For Mogavero, that was a business problem that needed what was, back then, an unconventional solution—data analytics, a tool that would transform the restaurant industry. In 1999, he founded Avero, a software company that now processes $26 billion in food and beverage transactions annually and serves more than 10,000 restaurants, casinos, and hotels in 70 countries. He recently launched a new company, DM Ventures.

Mogavero brought his success story to the Hotel School on Sept. 18 in a whirlwind 24-hour visit that included guest-lecturing in two classes, sharing every meal with groups of students and faculty members, speaking about his new book—The Underground Culinary Tour: How the New Metrics of Today’s Top Restaurants Are Transforming How America Eats (Crown Business, 2017)—and signing hundreds of copies that he gave away to students throughout the day.

The visit to the Hotel School wasn’t the first for Mogavero, who spoke in the Dean’s Distinguished Lecture Series in 2013 and received the 2015 Cornell Hospitality Innovator Award from the school’s Leland C. and Mary M. Pillsbury Institute for Hospitality Entrepreneurship. After he launched Avero, Mogavero donated his software for the school’s faculty to use in class.

“We gave our software away for free to help teach the students about restaurant analytics,” said Mogavero, who has offered a good number of those students internships and full-time positions in the years since. “It’s taught in many of the classes, so we have this amazing partnership.”

Photo of Damian Mogavero presenting during a Hotel School class

Mogavero explained to Chun’s consumer behavior class that he analyzed the data he gathered from the restaurant industry to identify the top trends that restaurants are using to outperform their competitors. He also created an annual, invitation-only “underground culinary tour”—a 26-hour, 16-stop food odyssey—which includes a six-hour nap—for restaurant and hospitality executives in New York City to learn about the latest innovations in the industry.

“I do believe that we are in this grand foodie revolution,” Mogavero told the class. “The thing about it is that trends that happen in New York City used to take 20 years to get to the middle of the country. But because of technology and everything on TV, it now takes 12 months.”

What Mogavero calls the new-guard restaurants have not only embraced data but have also focused on the following four trends:

Highest-quality ingredients

Top restaurants are using the best ingredients, as seen in the farm-to-table movement that has spread globally. Vegetarian food is also moving from the side to the center of meals because of concern for the environment.

New focus on beverages

Beverages are no longer an afterthought but a mainstay for restaurants. Independent coffee companies, wineries, and breweries are growing at a frenetic pace to meet consumer demand.

Innovative spaces

Food and beverage companies are moving into “food halls,” elevated takes on the mall food court. In response to the growth of Airbnb and other rental platforms, food and beverage offerings are moving to the forefront in hotels as a means to differentiate them and make them culinary destinations.

X Factor

Social media, including sites that promote the sharing of food photos, are playing a big role in determining whether restaurants succeed or fail.
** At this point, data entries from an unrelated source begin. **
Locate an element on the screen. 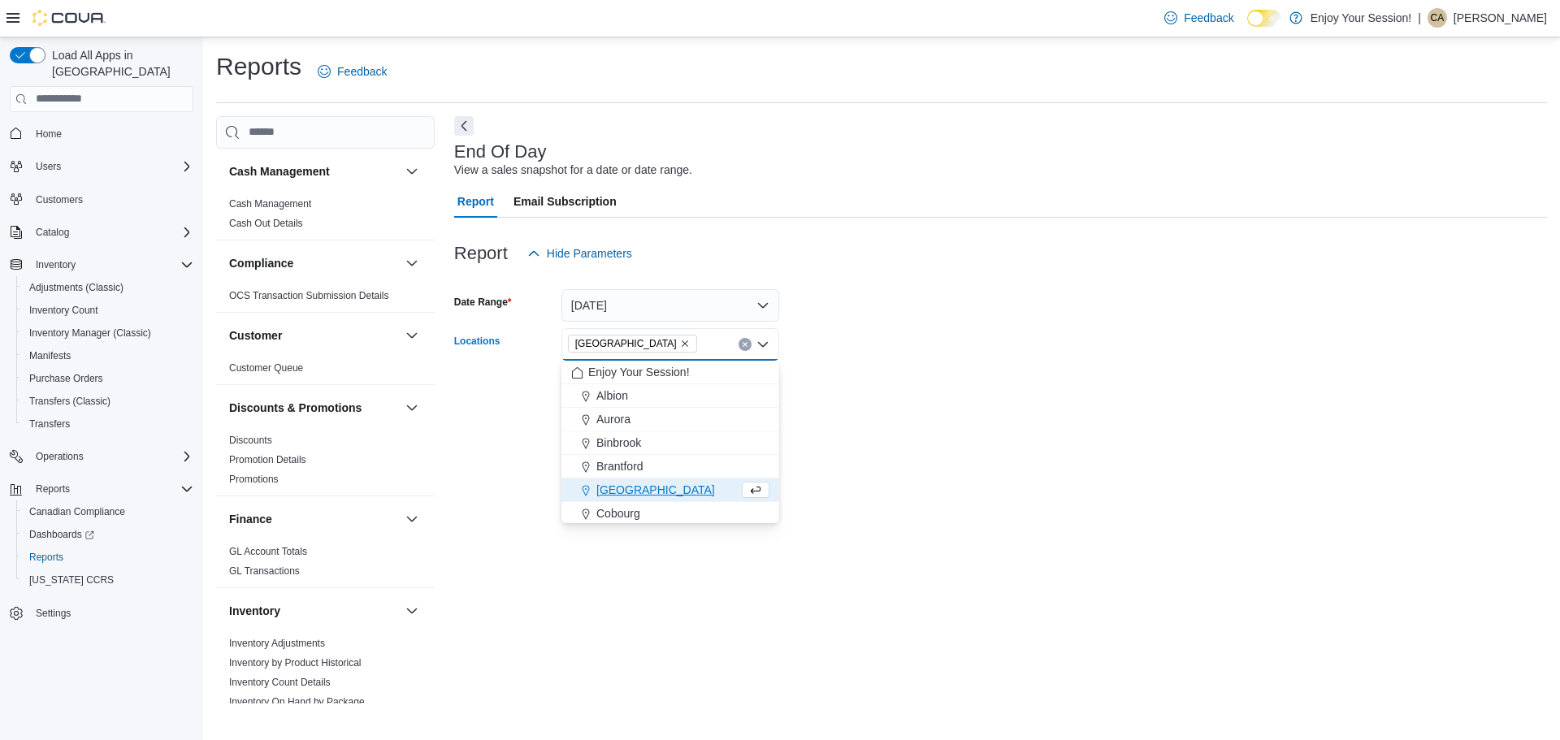 The width and height of the screenshot is (1560, 740). a: Cash Management is located at coordinates (270, 204).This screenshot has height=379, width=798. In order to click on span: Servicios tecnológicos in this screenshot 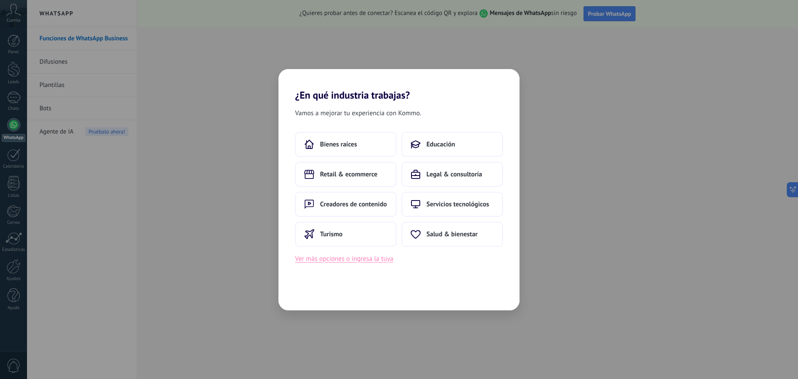, I will do `click(458, 204)`.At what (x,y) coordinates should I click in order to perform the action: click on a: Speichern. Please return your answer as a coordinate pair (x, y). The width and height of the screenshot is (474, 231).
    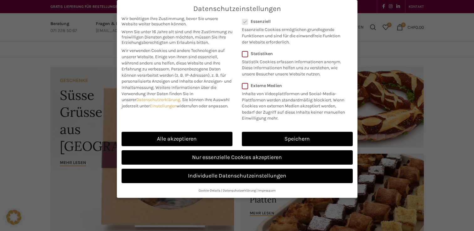
    Looking at the image, I should click on (297, 139).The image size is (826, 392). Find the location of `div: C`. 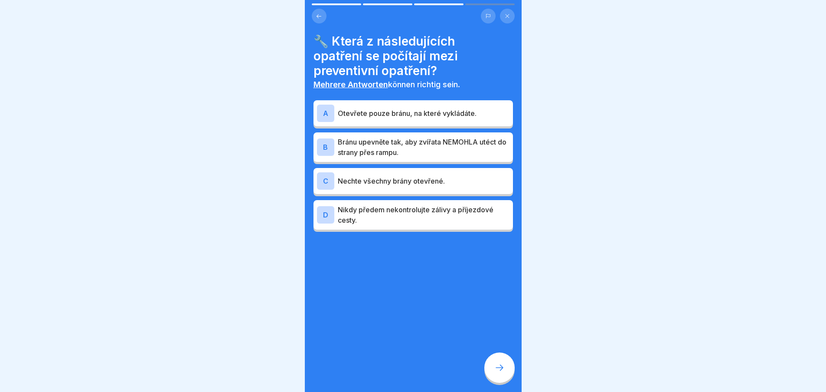

div: C is located at coordinates (326, 181).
One student in the class, Rachel Pollack ’19, told Mogavero that she had worked for an advertising agency during the summer that used influencers to post content about brands it represents. Pollack, who also runs her own food page on Instagram, said she was impressed that Mogavero identified the impact of social media on the restaurant business as one of his top trends. “He was amazing,” she said. “He’s very smart and he knows what’s going on with the trends.”

Vaibhav Bhutani ’20 had heard Mogavero speak in professor Sherri Kimes‘s restaurant revenue management class earlier in the day. Keen to hear more insights from an innovator who has brought a new level of operating sophistication to the restaurant business, he sat in on Chun’s class as well. “He knows the industry,” he said. “He knows contrarian truths that will never be otherwise unfolded.”